The year 2012 marks the two-hundredth anniversary of the long-forgotten War of 1812. Recent books on the war will remind students of this second war with Great Britain, a rather unremarkable military event that nonetheless changed the continent for Anglo-Americans, British, and Native Americans, gave the nation its national anthem, and made a folk hero—and a president—of Andrew Jackson.

220: World

HIST 220: Breaking the Chains, Forging the Nation: Pan-Africanism, Culture and Politics.

The African diaspora was formed through the violence of slavery and the slave trade and through the racial oppression and political colonization that followed abolition. African peoples from different parts of the world have at many times tried to come together to pursue common political goals and forge a common identity. This class looks at key incidents of this struggle and the cultural and political challenges it has faced.

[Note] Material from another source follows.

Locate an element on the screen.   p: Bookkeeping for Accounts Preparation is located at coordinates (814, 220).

HIST 220: Freedom and Power: African Nationalism and the Independence Struggle

This class looks at the struggles of African people for freedom and self-determination from colonialism and white-minority rule. Through a series of case studies we will consider both the political and armed struggles and at questions of gender, generation, popular culture, ethnicity and religion within them.

230: Europe

HIST 230: Cops and Robin Hood

A study of medieval history, mostly in England, organized around four Robin Hood movies.

HIST 230: History thru Movies: Political Thrillers. A study of how movies have reflected and influenced American political attitudes from the eve of World War Two to the end of the Cold War.

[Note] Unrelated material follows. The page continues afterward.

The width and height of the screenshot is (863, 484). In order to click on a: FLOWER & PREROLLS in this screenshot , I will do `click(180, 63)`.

HIST 230: History Through Movies: France, Romance and Drama

A history of France from Louis XIV to de Gaulle through movies and readings.   

240: Comparative

HIST 240: Pirates of the Barbary and the Caribbean

How historians and others have defined and interpreted acts of piracy in the Mediterranean and the Caribbean seas, looking at novels, monographs, articles, and films.

290: Public History

HIST 290: Practicum in Archival Work

Study in the theory and practice of archival work. Involves supervision of students in HIST 190: Introduction to Archives. Prerequisites: HIST 190: Introduction to Archives, and permission of the instructor. May be repeated for credit.

300-Level Courses

310: United States

HIST 310:  Research in Monmouth College History

An introduction to the process of research and writing focused on the history and personalities of this College, culminating in a paper of permanent value at the end.

HIST 310: Family History

Introduction to the techniques of collecting genealogical information and organizing it into a narrative; videos will be used to illustrate daily life in the 20th century.

320: World

HIST 320 (BAR):  Black Atlantic Rebels

This course will focus on the intellectual history of the African diaspora in the Americas and their participation in the revolutionary movements in Europe and the Americas during the 19th and 20th centuries.